Louisa Mackenzie (they / she)

Associate Professor
frontal portrait with purple background

Contact Information

PDL C-260
Office Hours
By appointment

Biography

PhD., French, University of California Berkeley, 2001
Curriculum Vitae (186.05 KB)

Louisa Mackenzie grew up in Scotland and did their graduate work in Berkeley, California before moving to the UW in 2002. They have research interests in  early modern and contemporary Francophone and Anglophone culture, ecocriticism, Animal Studies, and gender studies, from a comparative perspective. Their first book The Poetry of Place (2011) is an interdisciplinary study of landscape and ideology in 16th-century poetry, articulating cartographic and land use histories with literary criticism. The book won an honorable mention from the Modern Language Association. With Stephanie Posthumus, they co-edited a volume of academic essays on Animal Studies, French Thinking About Animals (2015). Their focus then shifted to transgender and non-binary identity formation, including pedagogical implications in the language classroom, and they have collaborated with Vinay Swamy at Vassar College on several related events and publications, including book-length edited collections in English (H-France Salon, "Legitimizing Iel", 2019,) and in French ("Devenir non-binaire", Le Manuscrit, 2022). They teach a broad variety of classes on many periods and themes, including science fiction, the "idea of Europe", and comparative gender studies. Community activities include volunteering with the GSBA scholarship fund, providing academic scholarships to LGBT-identified students. Louisa has also served as a College Board Commissioner for AP French. They are very involved in shared governance at the UW, and will serve as Vice-Chair for the Faculty Senate in 2023-24, and Chair in 2024-25, looking forward to working with ASUW to represent student and faculty interests to the administration. Particular priorities will include support for inclusive pedagogy, and better recognition of the often-hidden work of service and community-building.

Research

Courses Taught

Spring 2023

Additional Courses

To date I have taught a wide range of undergraduate courses with French as the language of instruction.
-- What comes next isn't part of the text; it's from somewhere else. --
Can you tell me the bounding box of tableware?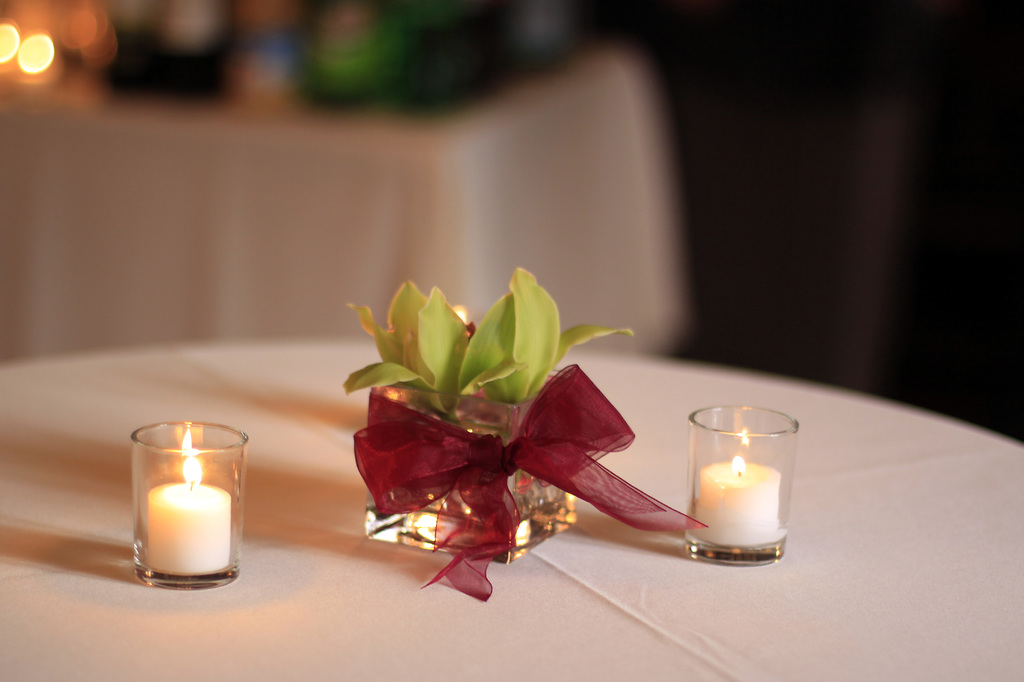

In CHID, I am planning to keep my focus on French and Francophone archives while teaching in English as the language of instruction, and adding explicitly comparative approaches to course content. The first class I will teach is a large 200-level class on "The Idea of Europe in Film", which will look at how contemporary films from Europe engage with the idea of European identity itself. The course will be offered in Winter 2024. In Spring 2024, I will teach a seminar on "Intergenerational Conversations", focusing on a variety of issues - gender in particular-  with a view to creating shared understanding across generations.